Fugitivity and Waywardness
Fred Moten Saidiya Hartman
An open conversation hosted by Saidiya Hartman and Fred Moten around ‘fugitivity’ and ‘waywardness’ and what it means to be in flight, excessive or ungovernable.
Arika have been creating events since 2001. The Archive is space to share the documentation of our work, over 600 events from the past 20 years. Browse the archive by event, artists and collections, explore using theme pairs, or use the index for a comprehensive overview.
 
An open conversation hosted by Saidiya Hartman and Fred Moten around ‘fugitivity’ and ‘waywardness’ and what it means to be in flight, excessive or ungovernable.
 
Conceived of as a dual publication, video cassette and booklet, to be presented as an installation. The content of the videotape is the artist watching television.
 
Bleu Shut reveals, and allows us to enjoy, our gullibility within the pervasive absurdity of modern life.
 
Taking our festivals south of the border to The Sage Gateshead we set out to offer a few cardinal pointers in the vast array of experimental music practices.
 
A parody of a (Manhattan) road movie and meditation on bifurcation, in paths traveled between the seen and the heard; a road trip played over and over from different perspectives.
 
 
Performance of a Sudoko based graphic score giving rise to a process of self cancellation.
 
In which Storyboard P and members of Project X pick a song, freestyle to it, chat with us about what dancing means to them, then pick another song, freestyle, chat, repeat…
 
Chip’s written some of the greatest of all Sci-Fi and Fantasy—page turning character driven diamond-hard novels and short stories: each a lens that refracts our real-life struggles and desires.
 
Light Music is a dizzying celebration of the pivotal nature of sound in film; a direct and powerful transcription of film as sound.
 
Three speakers play back pre-recorded sounds, Marc listens and responds: “What is played is the imperfect witness of what I listen to (or maybe better, how I listen).”
 
A film as a translation of Monique Wittig’s landmark feminist novel Les Guérillères, in which a plural protagonist of militant feminists inhabit a fantastical, enigmatic and hallucinatory miasmatic space-time of post Hurricane Maria Puerto Rico.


[AIM OF THE TASK]
Write the full listing out again, keeping every line exactly as it is.

[DATA PROVIDED]
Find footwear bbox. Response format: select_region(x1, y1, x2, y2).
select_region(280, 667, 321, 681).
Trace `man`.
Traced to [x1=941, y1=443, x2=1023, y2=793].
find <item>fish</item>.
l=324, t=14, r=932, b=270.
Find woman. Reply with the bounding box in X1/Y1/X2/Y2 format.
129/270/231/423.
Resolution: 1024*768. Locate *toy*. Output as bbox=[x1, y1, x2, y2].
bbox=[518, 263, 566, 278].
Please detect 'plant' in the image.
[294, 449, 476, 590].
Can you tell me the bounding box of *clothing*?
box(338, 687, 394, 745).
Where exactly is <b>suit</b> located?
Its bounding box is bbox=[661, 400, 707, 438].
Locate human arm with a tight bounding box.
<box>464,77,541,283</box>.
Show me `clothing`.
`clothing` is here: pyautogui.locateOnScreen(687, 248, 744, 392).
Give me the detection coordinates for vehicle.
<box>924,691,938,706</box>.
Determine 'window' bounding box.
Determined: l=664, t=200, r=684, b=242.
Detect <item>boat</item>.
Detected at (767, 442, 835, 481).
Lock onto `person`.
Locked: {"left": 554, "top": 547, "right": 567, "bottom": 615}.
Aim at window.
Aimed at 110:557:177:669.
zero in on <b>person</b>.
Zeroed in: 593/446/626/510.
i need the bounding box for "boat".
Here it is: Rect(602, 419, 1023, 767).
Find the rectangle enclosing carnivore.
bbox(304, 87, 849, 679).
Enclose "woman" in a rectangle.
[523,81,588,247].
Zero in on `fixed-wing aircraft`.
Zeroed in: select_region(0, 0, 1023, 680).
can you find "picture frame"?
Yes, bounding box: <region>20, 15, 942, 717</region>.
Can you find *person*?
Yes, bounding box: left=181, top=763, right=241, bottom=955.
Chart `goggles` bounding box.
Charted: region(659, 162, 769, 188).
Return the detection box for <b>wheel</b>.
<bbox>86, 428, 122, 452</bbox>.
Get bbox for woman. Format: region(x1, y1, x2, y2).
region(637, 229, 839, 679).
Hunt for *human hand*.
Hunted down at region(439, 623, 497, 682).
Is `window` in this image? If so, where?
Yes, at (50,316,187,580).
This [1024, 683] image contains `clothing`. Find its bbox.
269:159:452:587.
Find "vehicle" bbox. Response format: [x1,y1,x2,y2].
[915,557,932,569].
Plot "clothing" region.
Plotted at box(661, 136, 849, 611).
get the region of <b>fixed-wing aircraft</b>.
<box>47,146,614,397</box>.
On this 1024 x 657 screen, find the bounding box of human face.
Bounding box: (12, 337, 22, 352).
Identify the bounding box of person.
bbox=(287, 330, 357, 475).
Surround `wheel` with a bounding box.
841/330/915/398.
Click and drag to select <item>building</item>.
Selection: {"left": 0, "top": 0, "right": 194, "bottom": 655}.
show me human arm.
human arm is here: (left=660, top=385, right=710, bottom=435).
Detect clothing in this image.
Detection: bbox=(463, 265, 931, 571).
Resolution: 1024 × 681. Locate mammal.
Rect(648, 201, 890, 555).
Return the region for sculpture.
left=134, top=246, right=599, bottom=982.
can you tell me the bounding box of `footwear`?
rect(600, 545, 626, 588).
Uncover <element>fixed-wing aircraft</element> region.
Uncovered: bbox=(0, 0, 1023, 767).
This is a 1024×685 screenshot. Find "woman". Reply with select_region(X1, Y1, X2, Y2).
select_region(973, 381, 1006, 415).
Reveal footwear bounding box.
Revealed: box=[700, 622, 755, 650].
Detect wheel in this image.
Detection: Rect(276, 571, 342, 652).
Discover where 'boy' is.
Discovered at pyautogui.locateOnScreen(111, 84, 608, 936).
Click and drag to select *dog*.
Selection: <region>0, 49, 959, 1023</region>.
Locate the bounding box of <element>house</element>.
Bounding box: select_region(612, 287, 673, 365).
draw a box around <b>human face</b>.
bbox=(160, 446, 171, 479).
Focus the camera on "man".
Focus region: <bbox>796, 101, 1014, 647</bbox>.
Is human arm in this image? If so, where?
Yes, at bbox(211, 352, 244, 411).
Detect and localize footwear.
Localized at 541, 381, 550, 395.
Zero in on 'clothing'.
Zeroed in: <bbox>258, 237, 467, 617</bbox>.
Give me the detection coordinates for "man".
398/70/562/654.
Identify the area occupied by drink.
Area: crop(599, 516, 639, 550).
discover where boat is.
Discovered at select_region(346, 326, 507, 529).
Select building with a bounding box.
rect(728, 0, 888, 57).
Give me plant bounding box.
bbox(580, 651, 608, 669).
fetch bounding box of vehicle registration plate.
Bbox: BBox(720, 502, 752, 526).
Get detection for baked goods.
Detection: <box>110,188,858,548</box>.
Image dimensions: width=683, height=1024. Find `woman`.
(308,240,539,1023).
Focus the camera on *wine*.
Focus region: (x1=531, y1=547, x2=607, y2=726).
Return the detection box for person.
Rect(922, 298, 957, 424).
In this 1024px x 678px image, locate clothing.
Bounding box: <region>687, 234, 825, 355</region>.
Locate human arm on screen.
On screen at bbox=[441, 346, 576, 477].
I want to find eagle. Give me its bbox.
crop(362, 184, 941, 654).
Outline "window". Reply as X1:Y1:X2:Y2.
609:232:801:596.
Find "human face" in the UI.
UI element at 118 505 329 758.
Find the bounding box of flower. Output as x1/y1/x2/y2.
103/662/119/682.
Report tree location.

[EXERCISE ANSWER]
Find footwear bbox. Response format: select_region(x1, y1, x2, y2).
select_region(280, 667, 321, 681).
Trace `man`.
Traced to [x1=941, y1=443, x2=1023, y2=793].
find <item>fish</item>.
l=324, t=14, r=932, b=270.
Find woman. Reply with the bounding box in X1/Y1/X2/Y2 format.
129/270/231/423.
Resolution: 1024*768. Locate *toy*. Output as bbox=[x1, y1, x2, y2].
bbox=[518, 263, 566, 278].
Please detect 'plant' in the image.
[294, 449, 476, 590].
Can you tell me the bounding box of *clothing*?
box(338, 687, 394, 745).
Where exactly is <b>suit</b> located?
Its bounding box is bbox=[661, 400, 707, 438].
Locate human arm with a tight bounding box.
<box>464,77,541,283</box>.
Show me `clothing`.
`clothing` is here: pyautogui.locateOnScreen(687, 248, 744, 392).
Give me the detection coordinates for vehicle.
<box>924,691,938,706</box>.
Determine 'window' bounding box.
Determined: l=664, t=200, r=684, b=242.
Detect <item>boat</item>.
Detected at (767, 442, 835, 481).
Lock onto `person`.
Locked: {"left": 554, "top": 547, "right": 567, "bottom": 615}.
Aim at window.
Aimed at 110:557:177:669.
zero in on <b>person</b>.
Zeroed in: 593/446/626/510.
i need the bounding box for "boat".
Here it is: Rect(602, 419, 1023, 767).
Find the rectangle enclosing carnivore.
bbox(304, 87, 849, 679).
Enclose "woman" in a rectangle.
[523,81,588,247].
Zero in on `fixed-wing aircraft`.
Zeroed in: select_region(0, 0, 1023, 680).
can you find "picture frame"?
Yes, bounding box: <region>20, 15, 942, 717</region>.
Can you find *person*?
Yes, bounding box: left=181, top=763, right=241, bottom=955.
Chart `goggles` bounding box.
Charted: region(659, 162, 769, 188).
Return the detection box for <b>wheel</b>.
<bbox>86, 428, 122, 452</bbox>.
Get bbox for woman. Format: region(x1, y1, x2, y2).
region(637, 229, 839, 679).
Hunt for *human hand*.
Hunted down at region(439, 623, 497, 682).
Is `window` in this image? If so, where?
Yes, at (50,316,187,580).
This [1024, 683] image contains `clothing`. Find its bbox.
269:159:452:587.
Find "vehicle" bbox. Response format: [x1,y1,x2,y2].
[915,557,932,569].
Plot "clothing" region.
Plotted at box(661, 136, 849, 611).
get the region of <b>fixed-wing aircraft</b>.
<box>47,146,614,397</box>.
On this 1024 x 657 screen, find the bounding box of human face.
Bounding box: (12, 337, 22, 352).
Identify the bounding box of person.
bbox=(287, 330, 357, 475).
Surround `wheel` with a bounding box.
841/330/915/398.
Click and drag to select <item>building</item>.
Selection: {"left": 0, "top": 0, "right": 194, "bottom": 655}.
show me human arm.
human arm is here: (left=660, top=385, right=710, bottom=435).
Detect clothing in this image.
Detection: bbox=(463, 265, 931, 571).
Resolution: 1024 × 681. Locate mammal.
Rect(648, 201, 890, 555).
Return the region for sculpture.
left=134, top=246, right=599, bottom=982.
can you tell me the bounding box of `footwear`?
rect(600, 545, 626, 588).
Uncover <element>fixed-wing aircraft</element> region.
Uncovered: bbox=(0, 0, 1023, 767).
This is a 1024×685 screenshot. Find "woman". Reply with select_region(X1, Y1, X2, Y2).
select_region(973, 381, 1006, 415).
Reveal footwear bounding box.
Revealed: box=[700, 622, 755, 650].
Detect wheel in this image.
Detection: Rect(276, 571, 342, 652).
Discover where 'boy' is.
Discovered at pyautogui.locateOnScreen(111, 84, 608, 936).
Click and drag to select *dog*.
Selection: <region>0, 49, 959, 1023</region>.
Locate the bounding box of <element>house</element>.
Bounding box: select_region(612, 287, 673, 365).
draw a box around <b>human face</b>.
bbox=(160, 446, 171, 479).
Focus the camera on "man".
Focus region: <bbox>796, 101, 1014, 647</bbox>.
Is human arm in this image? If so, where?
Yes, at bbox(211, 352, 244, 411).
Detect and localize footwear.
Localized at 541, 381, 550, 395.
Zero in on 'clothing'.
Zeroed in: <bbox>258, 237, 467, 617</bbox>.
Give me the detection coordinates for "man".
398/70/562/654.
Identify the area occupied by drink.
Area: crop(599, 516, 639, 550).
discover where boat is.
Discovered at select_region(346, 326, 507, 529).
Select building with a bounding box.
rect(728, 0, 888, 57).
Give me plant bounding box.
bbox(580, 651, 608, 669).
fetch bounding box of vehicle registration plate.
Bbox: BBox(720, 502, 752, 526).
Get detection for baked goods.
Detection: <box>110,188,858,548</box>.
Image dimensions: width=683, height=1024. Find `woman`.
(308,240,539,1023).
Focus the camera on *wine*.
Focus region: (x1=531, y1=547, x2=607, y2=726).
Return the detection box for person.
Rect(922, 298, 957, 424).
In this 1024px x 678px image, locate clothing.
Bounding box: <region>687, 234, 825, 355</region>.
Locate human arm on screen.
On screen at bbox=[441, 346, 576, 477].
I want to find eagle. Give me its bbox.
crop(362, 184, 941, 654).
Outline "window". Reply as X1:Y1:X2:Y2.
609:232:801:596.
Find "human face" in the UI.
UI element at 118 505 329 758.
Find the bounding box of flower. Output as x1/y1/x2/y2.
103/662/119/682.
Report tree location.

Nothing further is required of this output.